The internet is a global network of computers that communicate through standardized protocols. To access it, you need a device, a connection method (broadband, WiFi, mobile data), and an Internet Service Provider (ISP). Understanding how you connect, connection types, and basic network security helps you troubleshoot issues and protect your information.
Check your own internet connection settings and identify your provider, connection type, and signal strength. Test your connection speed and learn what factors affect it.
The internet is a system of interconnected networks, and connecting to it always involves a chain of distinct steps. Your device (phone, laptop) connects to a local network — either by WiFi (wireless) or ethernet (wired cable). That local network connects through a router to a modem, which connects to your Internet Service Provider (ISP) — a company like Comcast, AT&T, or a local cable provider. Your ISP connects to the broader internet, a global web of routers and fiber-optic cables linking millions of networks worldwide. Understanding this chain matters because each link can fail independently, and knowing which link failed is the key to fixing it.
WiFi is specifically the technology for the wireless connection between your device and your local router — nothing more. Your router could be connected to an internet service, or it might not be. This is why your laptop can show "Connected to WiFi" while still having no internet access: your device reached the router successfully, but the router has no path to the internet. The internet is what lives beyond your router; WiFi is just the on-ramp to your local network.
Connection types vary in how they deliver your connection from the ISP to your home. Broadband is the general term for high-speed connections. Cable internet (most common in the US) sends data over coaxial TV cables — fast and widely available. Fiber uses light pulses through glass cables — the fastest and most reliable. DSL uses telephone lines — slower, often in rural areas. Mobile data (4G/5G) uses cell towers — convenient but shared bandwidth means it slows when towers are congested. Each has different speed limits and reliability characteristics. Your ISP plan specifies a maximum speed (e.g., 200 Mbps download), but actual speed depends on network congestion, distance to the ISP's equipment, and your hardware.
Network security is a layered problem, not a switch you can flip. A password on your WiFi network (using WPA2 or WPA3 encryption) prevents unauthorized devices from joining your network — this is the basic minimum. But it does not protect you from threats that operate at higher levels: malicious websites, phishing emails, or software you install. Password protection means "strangers on the street can't see your network traffic or use your bandwidth"; it does not mean your device is secure from everything. Think of it as locking the front door of your house — necessary, but not a substitute for locking your valuables or being careful about who you let in.
This is a foundational topic with no prerequisites.
No prerequisites — this is a starting point.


=== WHAT THE TASK REQUIRES ===
Collect every line below that contains the word "square".

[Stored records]
======

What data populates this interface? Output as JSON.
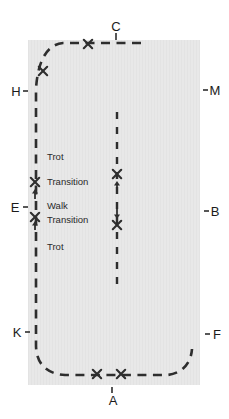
{
  "diagram": {
    "type": "dressage-arena-schooling-figure",
    "colors": {
      "arena_fill": "#e8e8e8",
      "line": "#2e2e2e",
      "text": "#1b1b1b"
    },
    "letters": [
      {
        "label": "C",
        "x": 116,
        "y": 26,
        "tick": {
          "x1": 116,
          "y1": 33,
          "x2": 116,
          "y2": 40
        }
      },
      {
        "label": "H",
        "x": 16,
        "y": 91,
        "tick": {
          "x1": 23,
          "y1": 91,
          "x2": 28,
          "y2": 91
        }
      },
      {
        "label": "M",
        "x": 215,
        "y": 90,
        "tick": {
          "x1": 203,
          "y1": 90,
          "x2": 208,
          "y2": 90
        }
      },
      {
        "label": "E",
        "x": 15,
        "y": 207,
        "tick": {
          "x1": 23,
          "y1": 207,
          "x2": 28,
          "y2": 207
        }
      },
      {
        "label": "B",
        "x": 215,
        "y": 211,
        "tick": {
          "x1": 204,
          "y1": 211,
          "x2": 209,
          "y2": 211
        }
      },
      {
        "label": "K",
        "x": 17,
        "y": 332,
        "tick": {
          "x1": 25,
          "y1": 332,
          "x2": 30,
          "y2": 332
        }
      },
      {
        "label": "F",
        "x": 217,
        "y": 334,
        "tick": {
          "x1": 205,
          "y1": 334,
          "x2": 210,
          "y2": 334
        }
      },
      {
        "label": "A",
        "x": 113,
        "y": 400,
        "tick": {
          "x1": 112,
          "y1": 387,
          "x2": 112,
          "y2": 393
        }
      }
    ],
    "movement_labels": [
      {
        "text": "Trot",
        "x": 47,
        "y": 157
      },
      {
        "text": "Transition",
        "x": 47,
        "y": 182
      },
      {
        "text": "Walk",
        "x": 47,
        "y": 206
      },
      {
        "text": "Transition",
        "x": 47,
        "y": 220
      },
      {
        "text": "Trot",
        "x": 47,
        "y": 247
      }
    ],
    "cross_markers": [
      {
        "x": 88,
        "y": 44
      },
      {
        "x": 43,
        "y": 71
      },
      {
        "x": 35,
        "y": 182
      },
      {
        "x": 35,
        "y": 217
      },
      {
        "x": 117,
        "y": 174
      },
      {
        "x": 117,
        "y": 225
      },
      {
        "x": 97,
        "y": 374
      },
      {
        "x": 121,
        "y": 374
      }
    ],
    "transition_arrows": [
      {
        "x": 35,
        "tail": 199,
        "tip": 189
      },
      {
        "x": 35,
        "tail": 230,
        "tip": 221
      },
      {
        "x": 117,
        "tail": 191,
        "tip": 181
      },
      {
        "x": 117,
        "tail": 207,
        "tip": 219
      }
    ]
  }
}
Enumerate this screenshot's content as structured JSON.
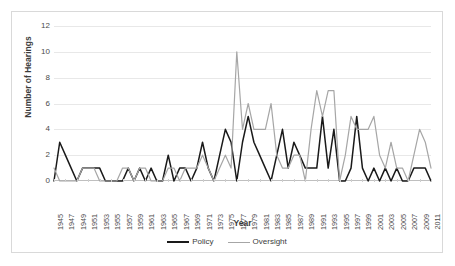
{
  "chart_data": {
    "type": "line",
    "title": "",
    "xlabel": "Year",
    "ylabel": "Number of Hearings",
    "ylim": [
      0,
      12
    ],
    "ytick_values": [
      0,
      2,
      4,
      6,
      8,
      10,
      12
    ],
    "ytick_labels": [
      "0",
      "2",
      "4",
      "6",
      "8",
      "10",
      "12"
    ],
    "grid": true,
    "legend_position": "bottom",
    "x": [
      1945,
      1946,
      1947,
      1948,
      1949,
      1950,
      1951,
      1952,
      1953,
      1954,
      1955,
      1956,
      1957,
      1958,
      1959,
      1960,
      1961,
      1962,
      1963,
      1964,
      1965,
      1966,
      1967,
      1968,
      1969,
      1970,
      1971,
      1972,
      1973,
      1974,
      1975,
      1976,
      1977,
      1978,
      1979,
      1980,
      1981,
      1982,
      1983,
      1984,
      1985,
      1986,
      1987,
      1988,
      1989,
      1990,
      1991,
      1992,
      1993,
      1994,
      1995,
      1996,
      1997,
      1998,
      1999,
      2000,
      2001,
      2002,
      2003,
      2004,
      2005,
      2006,
      2007,
      2008,
      2009,
      2010,
      2011
    ],
    "xtick_labels": [
      "1945",
      "1947",
      "1949",
      "1951",
      "1953",
      "1955",
      "1957",
      "1959",
      "1961",
      "1963",
      "1965",
      "1967",
      "1969",
      "1971",
      "1973",
      "1975",
      "1977",
      "1979",
      "1981",
      "1983",
      "1985",
      "1987",
      "1989",
      "1991",
      "1993",
      "1995",
      "1997",
      "1999",
      "2001",
      "2003",
      "2005",
      "2007",
      "2009",
      "2011"
    ],
    "series": [
      {
        "name": "Policy",
        "color": "#1a1a1a",
        "values": [
          0,
          3,
          2,
          1,
          0,
          1,
          1,
          1,
          1,
          0,
          0,
          0,
          0,
          1,
          0,
          1,
          0,
          1,
          0,
          0,
          2,
          0,
          1,
          1,
          0,
          1,
          3,
          1,
          0,
          2,
          4,
          3,
          0,
          3,
          5,
          3,
          2,
          1,
          0,
          2,
          4,
          1,
          3,
          2,
          1,
          1,
          1,
          5,
          1,
          4,
          0,
          0,
          1,
          5,
          1,
          0,
          1,
          0,
          1,
          0,
          1,
          0,
          0,
          1,
          1,
          1,
          0
        ]
      },
      {
        "name": "Oversight",
        "color": "#a6a6a6",
        "values": [
          1,
          0,
          0,
          0,
          0,
          1,
          1,
          1,
          0,
          0,
          0,
          0,
          1,
          1,
          0,
          1,
          1,
          0,
          0,
          0,
          1,
          1,
          0,
          1,
          1,
          1,
          2,
          1,
          0,
          1,
          2,
          1,
          10,
          4,
          6,
          4,
          4,
          4,
          6,
          2,
          1,
          1,
          2,
          2,
          0,
          4,
          7,
          5,
          7,
          7,
          0,
          2,
          5,
          4,
          4,
          4,
          5,
          2,
          1,
          3,
          1,
          1,
          0,
          2,
          4,
          3,
          1
        ]
      }
    ]
  },
  "legend": {
    "entries": [
      {
        "label": "Policy"
      },
      {
        "label": "Oversight"
      }
    ]
  }
}
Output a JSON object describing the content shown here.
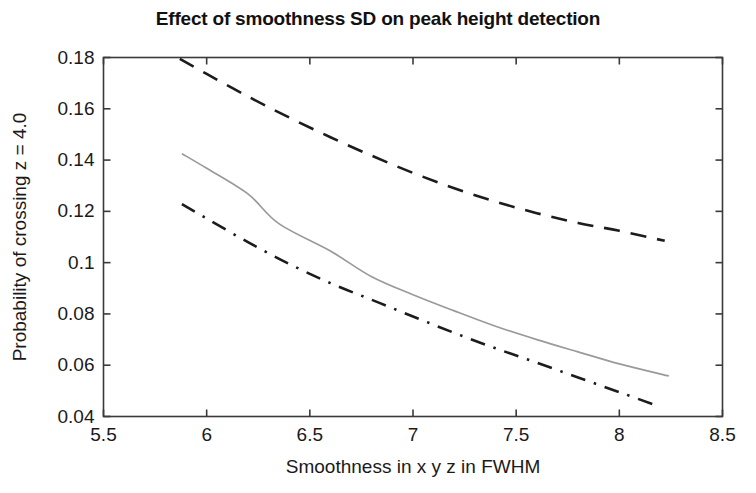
{
  "figure": {
    "title": "Effect of smoothness SD on peak height detection",
    "background_color": "#ffffff",
    "frame_color": "#3a3a3a"
  },
  "chart_data": {
    "type": "line",
    "title": "Effect of smoothness SD on peak height detection",
    "xlabel": "Smoothness in x y z in FWHM",
    "ylabel": "Probability of crossing z = 4.0",
    "xlim": [
      5.5,
      8.5
    ],
    "ylim": [
      0.04,
      0.18
    ],
    "xticks": [
      5.5,
      6,
      6.5,
      7,
      7.5,
      8,
      8.5
    ],
    "xtick_labels": [
      "5.5",
      "6",
      "6.5",
      "7",
      "7.5",
      "8",
      "8.5"
    ],
    "yticks": [
      0.04,
      0.06,
      0.08,
      0.1,
      0.12,
      0.14,
      0.16,
      0.18
    ],
    "ytick_labels": [
      "0.04",
      "0.06",
      "0.08",
      "0.1",
      "0.12",
      "0.14",
      "0.16",
      "0.18"
    ],
    "grid": false,
    "legend": null,
    "series": [
      {
        "name": "upper",
        "style": "dashed",
        "color": "#1c1c1c",
        "x": [
          5.87,
          6.0,
          6.2,
          6.4,
          6.6,
          6.8,
          7.0,
          7.2,
          7.4,
          7.6,
          7.8,
          8.0,
          8.22
        ],
        "y": [
          0.1795,
          0.1736,
          0.1648,
          0.1566,
          0.1489,
          0.1417,
          0.135,
          0.129,
          0.1238,
          0.1193,
          0.1155,
          0.1124,
          0.1085
        ]
      },
      {
        "name": "middle",
        "style": "solid",
        "color": "#9a9a9a",
        "x": [
          5.88,
          6.0,
          6.2,
          6.35,
          6.6,
          6.8,
          7.0,
          7.2,
          7.4,
          7.6,
          7.8,
          8.0,
          8.24
        ],
        "y": [
          0.1425,
          0.1368,
          0.1268,
          0.1152,
          0.1045,
          0.0945,
          0.0875,
          0.0812,
          0.0752,
          0.07,
          0.0652,
          0.0605,
          0.0558
        ]
      },
      {
        "name": "lower",
        "style": "dash-dot",
        "color": "#1c1c1c",
        "x": [
          5.88,
          6.0,
          6.2,
          6.4,
          6.6,
          6.8,
          7.0,
          7.2,
          7.4,
          7.6,
          7.8,
          8.0,
          8.2
        ],
        "y": [
          0.1228,
          0.1172,
          0.108,
          0.0995,
          0.092,
          0.0855,
          0.079,
          0.0726,
          0.0666,
          0.061,
          0.0552,
          0.0495,
          0.0437
        ]
      }
    ]
  }
}
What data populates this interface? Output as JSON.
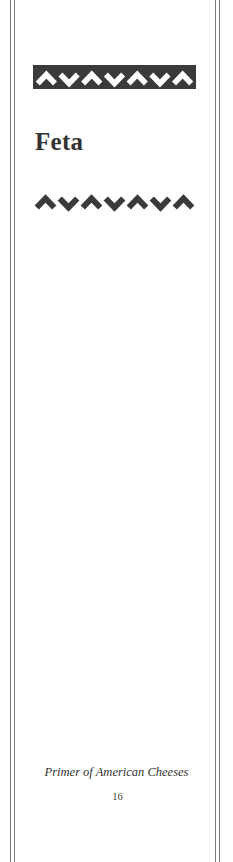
{
  "page": {
    "chapter_title": "Feta",
    "running_footer": "Primer of American Cheeses",
    "page_number": "16"
  },
  "ornaments": {
    "top_band": {
      "icon": "chevron-frieze-icon",
      "pattern": [
        "up",
        "down",
        "up",
        "down",
        "up",
        "down",
        "up"
      ],
      "background": "#3a3a3a",
      "foreground": "#ffffff"
    },
    "under_title": {
      "icon": "chevron-frieze-icon",
      "pattern": [
        "up",
        "down",
        "up",
        "down",
        "up",
        "down",
        "up"
      ],
      "foreground": "#3a3a3a"
    }
  },
  "colors": {
    "text": "#333333",
    "rule": "#7a7a7a"
  }
}
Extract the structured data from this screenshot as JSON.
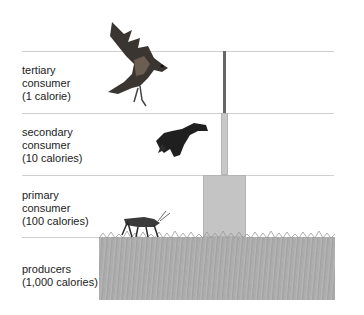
{
  "diagram": {
    "type": "energy-pyramid",
    "levels": [
      {
        "name": "tertiary consumer",
        "line1": "tertiary",
        "line2": "consumer",
        "line3": "(1 calorie)",
        "organism": "hawk"
      },
      {
        "name": "secondary consumer",
        "line1": "secondary",
        "line2": "consumer",
        "line3": "(10 calories)",
        "organism": "blackbird"
      },
      {
        "name": "primary consumer",
        "line1": "primary",
        "line2": "consumer",
        "line3": "(100 calories)",
        "organism": "grasshopper"
      },
      {
        "name": "producers",
        "line1": "producers",
        "line2": "(1,000 calories)",
        "organism": "grass"
      }
    ],
    "colors": {
      "divider": "#cfcfcf",
      "tertiary_bar": "#666666",
      "secondary_bar": "#c8c8c8",
      "primary_bar": "#c4c4c4",
      "producer_block": "#aeaeae"
    }
  }
}
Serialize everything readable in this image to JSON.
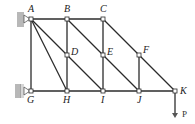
{
  "diagram": {
    "type": "truss",
    "nodes": [
      {
        "id": "A",
        "x": 31,
        "y": 19,
        "label": "A",
        "lx": 28,
        "ly": 12
      },
      {
        "id": "B",
        "x": 67,
        "y": 19,
        "label": "B",
        "lx": 64,
        "ly": 12
      },
      {
        "id": "C",
        "x": 103,
        "y": 19,
        "label": "C",
        "lx": 100,
        "ly": 12
      },
      {
        "id": "D",
        "x": 67,
        "y": 55,
        "label": "D",
        "lx": 71,
        "ly": 55
      },
      {
        "id": "E",
        "x": 103,
        "y": 55,
        "label": "E",
        "lx": 107,
        "ly": 55
      },
      {
        "id": "F",
        "x": 139,
        "y": 55,
        "label": "F",
        "lx": 143,
        "ly": 53
      },
      {
        "id": "G",
        "x": 31,
        "y": 91,
        "label": "G",
        "lx": 27,
        "ly": 103
      },
      {
        "id": "H",
        "x": 67,
        "y": 91,
        "label": "H",
        "lx": 63,
        "ly": 103
      },
      {
        "id": "I",
        "x": 103,
        "y": 91,
        "label": "I",
        "lx": 101,
        "ly": 103
      },
      {
        "id": "J",
        "x": 139,
        "y": 91,
        "label": "J",
        "lx": 137,
        "ly": 103
      },
      {
        "id": "K",
        "x": 175,
        "y": 91,
        "label": "K",
        "lx": 180,
        "ly": 94
      }
    ],
    "members": [
      [
        "A",
        "B"
      ],
      [
        "B",
        "C"
      ],
      [
        "G",
        "H"
      ],
      [
        "H",
        "I"
      ],
      [
        "I",
        "J"
      ],
      [
        "J",
        "K"
      ],
      [
        "A",
        "G"
      ],
      [
        "B",
        "D"
      ],
      [
        "D",
        "H"
      ],
      [
        "C",
        "E"
      ],
      [
        "E",
        "I"
      ],
      [
        "F",
        "J"
      ],
      [
        "A",
        "D"
      ],
      [
        "A",
        "H"
      ],
      [
        "B",
        "E"
      ],
      [
        "D",
        "I"
      ],
      [
        "C",
        "F"
      ],
      [
        "E",
        "J"
      ],
      [
        "F",
        "K"
      ]
    ],
    "supports": [
      {
        "node": "A",
        "type": "pin",
        "side": "left"
      },
      {
        "node": "G",
        "type": "roller",
        "side": "left"
      }
    ],
    "load": {
      "node": "K",
      "label": "P",
      "direction": "down",
      "length": 27,
      "lx": 182,
      "ly": 117
    }
  }
}
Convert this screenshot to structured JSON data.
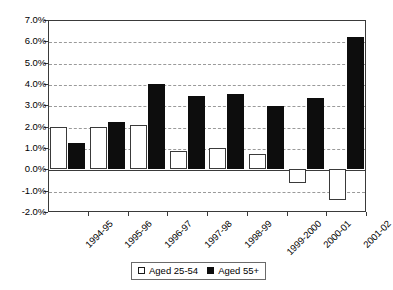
{
  "chart_data": {
    "type": "bar",
    "title": "",
    "subtitle": "",
    "xlabel": "",
    "ylabel": "",
    "ylim": [
      -2.0,
      7.0
    ],
    "y_tick_step": 1.0,
    "y_tick_labels": [
      "7.0%",
      "6.0%",
      "5.0%",
      "4.0%",
      "3.0%",
      "2.0%",
      "1.0%",
      "0.0%",
      "-1.0%",
      "-2.0%"
    ],
    "y_tick_values": [
      7.0,
      6.0,
      5.0,
      4.0,
      3.0,
      2.0,
      1.0,
      0.0,
      -1.0,
      -2.0
    ],
    "grid": true,
    "grid_style": "dashed-horizontal",
    "legend_position": "bottom-center",
    "categories": [
      "1994-95",
      "1995-96",
      "1996-97",
      "1997-98",
      "1998-99",
      "1999-2000",
      "2000-01",
      "2001-02"
    ],
    "series": [
      {
        "name": "Aged 25-54",
        "color": "#ffffff",
        "edge_color": "#3a3a3a",
        "values": [
          2.0,
          2.0,
          2.1,
          0.85,
          1.0,
          0.7,
          -0.65,
          -1.45
        ]
      },
      {
        "name": "Aged 55+",
        "color": "#0d0d0d",
        "edge_color": "#0d0d0d",
        "values": [
          1.25,
          2.2,
          4.0,
          3.45,
          3.55,
          2.95,
          3.35,
          6.2
        ]
      }
    ]
  },
  "legend": {
    "entries": [
      {
        "label": "Aged 25-54",
        "swatch": "hollow-square-icon"
      },
      {
        "label": "Aged 55+",
        "swatch": "filled-square-icon"
      }
    ]
  }
}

======

=== PROBLEM SOLUTION ===
        "swatch": "hollow-square-icon"
        "swatch": "filled-square-icon"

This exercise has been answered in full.